Sunday 6 April 2014

Homesick - A Very Short Story

Sydney took in a gulp of air. He had barely been inside 5 minutes and already he felt like he was suffocating. The space felt too small, the light unnatural and the odor of fresh paint was enough to make him dizzy and disorientated. Clearly they had brought him here for a reason, and though he came willingly he was already regretting his decision. He longed for the woodland and the shelter of the trees. He craved the damp coolness of the forest air and the gentle crunch of the autumn leaves underfoot. He looked up and saw nothing but the ceiling to this cage, providing a window to the monotony of the grizzly sky which looked dark and forboding. The droplets clattered against the glass and then chased eachother off the sloping roof. A storm was coming. He sighed heavily and pushed his dense curls from his face. "I suppose I had better make the best of this, after all it isn't going to be forever," he promised himself aloud. He looked around the room, slowly drinking in its contents. He knew they had designed it to make him feel at home, but it just seemed absurd and menacing to him. To his left was the "watering hole," a blue pool of fresh water surrounded by a bank of foliage and mud. Only the bank stopped right at the edge of the circle of water. He could tell instantly it was man made: Nothing in the forest was this calculated, this exact. The circle was perfect and the water was calm and crystal clear. He found its precision unnerving. As he continued to explore this impossible room he began to feel increasingly ill at ease, there was not a sound except for his footsteps. The trees didn't rustle in the way they should, there was no movement in the foliage and the ground underfoot was perfectly soft and smooth. To most people it was nature without the apparent chaos which seemed to accompany it. To him it was human stupidity taken to an worrying new level: Why try to change a system which had survived billions of years? Why try to "perfect" the perfect?
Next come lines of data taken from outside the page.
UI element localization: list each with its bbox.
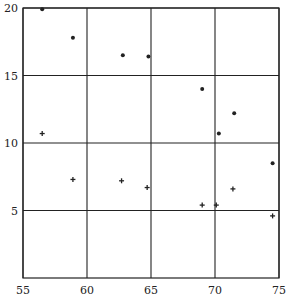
y-axis-tick-labels: 5101520 (4, 2, 18, 218)
x-axis-tick-labels: 5560657075 (16, 284, 286, 297)
x-tick-label: 75 (272, 284, 286, 297)
y-tick-label: 15 (4, 70, 18, 83)
plus-marker-icon (200, 203, 205, 208)
y-tick-label: 20 (4, 2, 18, 15)
dot-marker-icon (271, 161, 275, 165)
plus-marker-icon (230, 186, 235, 191)
x-tick-label: 70 (208, 284, 222, 297)
x-tick-label: 55 (16, 284, 30, 297)
data-points (40, 7, 275, 218)
plus-marker-icon (70, 177, 75, 182)
x-tick-label: 60 (80, 284, 94, 297)
y-tick-label: 10 (4, 137, 18, 150)
dot-marker-icon (121, 53, 125, 57)
dot-marker-icon (146, 55, 150, 59)
grid-lines (23, 8, 279, 278)
plus-marker-icon (119, 178, 124, 183)
dot-marker-icon (40, 7, 44, 11)
dot-marker-icon (200, 87, 204, 91)
dot-marker-icon (71, 36, 75, 40)
plus-marker-icon (40, 131, 45, 136)
dot-marker-icon (232, 111, 236, 115)
scatter-chart: 5560657075 5101520 (0, 0, 286, 299)
dot-marker-icon (217, 132, 221, 136)
y-tick-label: 5 (11, 205, 18, 218)
plus-marker-icon (145, 185, 150, 190)
plus-marker-icon (270, 213, 275, 218)
x-tick-label: 65 (144, 284, 158, 297)
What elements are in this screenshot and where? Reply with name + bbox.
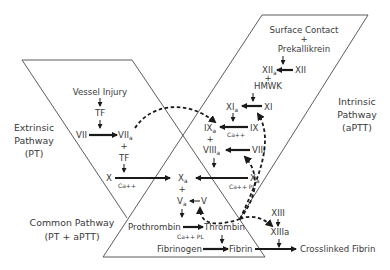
node-prothrombin: Prothrombin bbox=[128, 222, 181, 232]
cofactor-ca-pl-prothrombin: Ca++ PL bbox=[177, 233, 204, 240]
svg-text:Intrinsic: Intrinsic bbox=[338, 96, 375, 107]
node-vii: VII bbox=[76, 130, 87, 140]
svg-text:(aPTT): (aPTT) bbox=[342, 122, 372, 133]
node-tf-2: TF bbox=[118, 153, 129, 163]
svg-text:Common Pathway: Common Pathway bbox=[30, 217, 115, 228]
plus-sign: + bbox=[206, 134, 213, 144]
svg-text:Pathway: Pathway bbox=[14, 135, 54, 146]
node-viia: VIIa bbox=[118, 130, 133, 141]
feedback-viia-to-ixa bbox=[135, 107, 215, 128]
intrinsic-pathway-label: Intrinsic Pathway (aPTT) bbox=[337, 96, 377, 133]
node-va: Va bbox=[177, 196, 187, 207]
node-fibrinogen: Fibrinogen bbox=[157, 244, 202, 254]
plus-sign: + bbox=[300, 34, 307, 44]
node-thrombin: Thrombin bbox=[203, 222, 245, 232]
node-vessel-injury: Vessel Injury bbox=[73, 87, 127, 97]
node-hmwk: HMWK bbox=[254, 81, 282, 91]
extrinsic-pathway-label: Extrinsic Pathway (PT) bbox=[14, 122, 54, 159]
node-viiia: VIIIa bbox=[203, 145, 220, 156]
node-xi: XI bbox=[264, 102, 272, 112]
node-xiii: XIII bbox=[271, 208, 285, 218]
svg-text:Pathway: Pathway bbox=[337, 109, 377, 120]
node-crosslinked-fibrin: Crosslinked Fibrin bbox=[300, 244, 375, 254]
coagulation-cascade-diagram: Extrinsic Pathway (PT) Intrinsic Pathway… bbox=[0, 0, 390, 270]
node-tf: TF bbox=[94, 108, 105, 118]
svg-text:(PT + aPTT): (PT + aPTT) bbox=[44, 231, 99, 242]
cofactor-ca-x: Ca++ bbox=[118, 182, 136, 189]
node-ixa: IXa bbox=[204, 123, 216, 134]
node-fibrin: Fibrin bbox=[229, 244, 253, 254]
svg-text:(PT): (PT) bbox=[25, 148, 44, 159]
cofactor-ca-ix: Ca++ bbox=[227, 131, 245, 138]
node-xii: XII bbox=[295, 65, 306, 75]
node-x-extrinsic: X bbox=[106, 173, 112, 183]
node-xa: Xa bbox=[178, 173, 188, 184]
plus-sign: + bbox=[120, 141, 127, 151]
node-xia: XIa bbox=[226, 102, 238, 113]
node-xiiia: XIIIa bbox=[271, 227, 290, 237]
plus-sign: + bbox=[178, 184, 185, 194]
common-pathway-label: Common Pathway (PT + aPTT) bbox=[30, 217, 115, 242]
node-prekallikrein: Prekallikrein bbox=[278, 44, 330, 54]
node-ix: IX bbox=[250, 123, 259, 133]
svg-text:Extrinsic: Extrinsic bbox=[14, 122, 54, 133]
node-v: V bbox=[201, 196, 207, 206]
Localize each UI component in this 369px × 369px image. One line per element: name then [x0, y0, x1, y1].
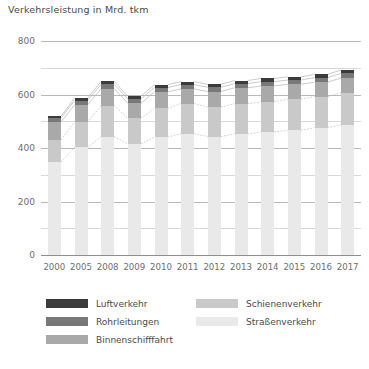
bar-segment [208, 107, 221, 136]
bar-segment [235, 88, 248, 104]
bar-segment [155, 85, 168, 88]
bar-segment [48, 140, 61, 162]
bar-stack [75, 41, 88, 255]
bar-segment [155, 92, 168, 109]
bar-segment [48, 162, 61, 255]
x-axis-tick-label: 2017 [328, 262, 368, 272]
bar-segment [235, 81, 248, 84]
legend-item[interactable]: Straßenverkehr [196, 314, 322, 329]
bar-segment [288, 84, 301, 99]
bar-segment [208, 92, 221, 108]
y-axis-tick-label: 600 [0, 90, 35, 100]
legend-item[interactable]: Rohrleitungen [46, 314, 173, 329]
legend-swatch [196, 299, 238, 308]
bar-stack [155, 41, 168, 255]
legend-label: Straßenverkehr [246, 317, 316, 327]
y-axis-tick-label: 200 [0, 197, 35, 207]
chart-legend: LuftverkehrRohrleitungenBinnenschifffahr… [46, 296, 356, 358]
bar-segment [181, 85, 194, 89]
bar-segment [101, 84, 114, 88]
chart-container: Verkehrsleistung in Mrd. tkm Luftverkehr… [0, 0, 369, 369]
bar-stack [208, 41, 221, 255]
bar-segment [75, 98, 88, 100]
bar-segment [288, 99, 301, 130]
chart-title: Verkehrsleistung in Mrd. tkm [8, 4, 149, 15]
legend-label: Rohrleitungen [96, 317, 159, 327]
legend-swatch [196, 317, 238, 326]
legend-swatch [46, 335, 88, 344]
bar-segment [101, 137, 114, 255]
axis-baseline [41, 255, 361, 256]
bar-segment [261, 86, 274, 102]
bar-segment [128, 118, 141, 144]
bar-segment [48, 122, 61, 140]
bar-segment [128, 144, 141, 255]
bar-stack [101, 41, 114, 255]
y-axis-tick-label: 800 [0, 36, 35, 46]
bar-segment [75, 105, 88, 122]
bar-stack [315, 41, 328, 255]
bar-segment [101, 106, 114, 137]
bar-segment [315, 74, 328, 77]
bar-segment [101, 81, 114, 84]
legend-label: Luftverkehr [96, 299, 148, 309]
bar-segment [261, 82, 274, 86]
bar-segment [261, 78, 274, 81]
bar-segment [288, 77, 301, 80]
bar-segment [155, 88, 168, 92]
bar-segment [128, 99, 141, 103]
bar-segment [235, 84, 248, 88]
bar-segment [48, 118, 61, 122]
bar-stack [261, 41, 274, 255]
bar-segment [208, 137, 221, 256]
bar-segment [181, 134, 194, 255]
bar-segment [181, 89, 194, 104]
legend-item[interactable]: Binnenschifffahrt [46, 332, 173, 347]
legend-swatch [46, 317, 88, 326]
bar-segment [315, 78, 328, 83]
bar-segment [315, 128, 328, 255]
legend-label: Binnenschifffahrt [96, 335, 173, 345]
bar-segment [341, 125, 354, 255]
bar-segment [128, 103, 141, 118]
bar-segment [288, 130, 301, 255]
bar-stack [128, 41, 141, 255]
bar-stack [288, 41, 301, 255]
legend-column-1: LuftverkehrRohrleitungenBinnenschifffahr… [46, 296, 173, 350]
bar-segment [101, 89, 114, 106]
bar-segment [181, 82, 194, 85]
legend-label: Schienenverkehr [246, 299, 322, 309]
bar-segment [235, 134, 248, 255]
bar-stack [235, 41, 248, 255]
bar-segment [75, 147, 88, 255]
bar-segment [75, 122, 88, 147]
bar-segment [315, 97, 328, 128]
bar-segment [155, 108, 168, 137]
bar-segment [155, 137, 168, 255]
plot-area [41, 41, 361, 255]
bar-segment [288, 80, 301, 84]
bar-segment [315, 82, 328, 96]
bar-segment [128, 96, 141, 99]
y-axis-tick-label: 400 [0, 143, 35, 153]
bar-stack [48, 41, 61, 255]
legend-swatch [46, 299, 88, 308]
legend-item[interactable]: Luftverkehr [46, 296, 173, 311]
bar-segment [261, 102, 274, 132]
bar-segment [341, 70, 354, 73]
bars-layer [41, 41, 361, 255]
bar-segment [48, 116, 61, 118]
legend-column-2: SchienenverkehrStraßenverkehr [196, 296, 322, 332]
bar-segment [181, 104, 194, 134]
y-axis-tick-label: 0 [0, 250, 35, 260]
bar-segment [208, 87, 221, 91]
bar-stack [341, 41, 354, 255]
legend-item[interactable]: Schienenverkehr [196, 296, 322, 311]
bar-stack [181, 41, 194, 255]
bar-segment [75, 101, 88, 105]
bar-segment [341, 73, 354, 78]
bar-segment [341, 93, 354, 125]
bar-segment [341, 78, 354, 93]
bar-segment [261, 132, 274, 255]
bar-segment [235, 104, 248, 134]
Sydney Price: back in the realms of "civilisation" and it felt every bit the opposite of that. The perfect circles of the pool, the cold, clear blue of the water, the soft ground underfoot, it all had a sinister calculation, designed to advantage those who found nature too "savage." But, that was where beauty thrived in every season: The snowy treetops and the frozen lake which glistened like crystals in the winter sun, the fiery oranges and reds of the autumn leaves falling and the satisfying crunch they made underfoot, the spring flowers blooming in all the colours imaginable, and the summer heat bringing with it blue skies and the promise of happiness. Here it was perpetually a non season: Too cool to be summer, but too humid to be spring. There was no breeze and he could be sure there would never be. All the things he took for granted he was now craving, all the chaos he thought he might escape by entering this unfamiliar world seemed eerily systematic and necessary. Home was where Sydney Price wanted to be and it would never be here. Where ever here was.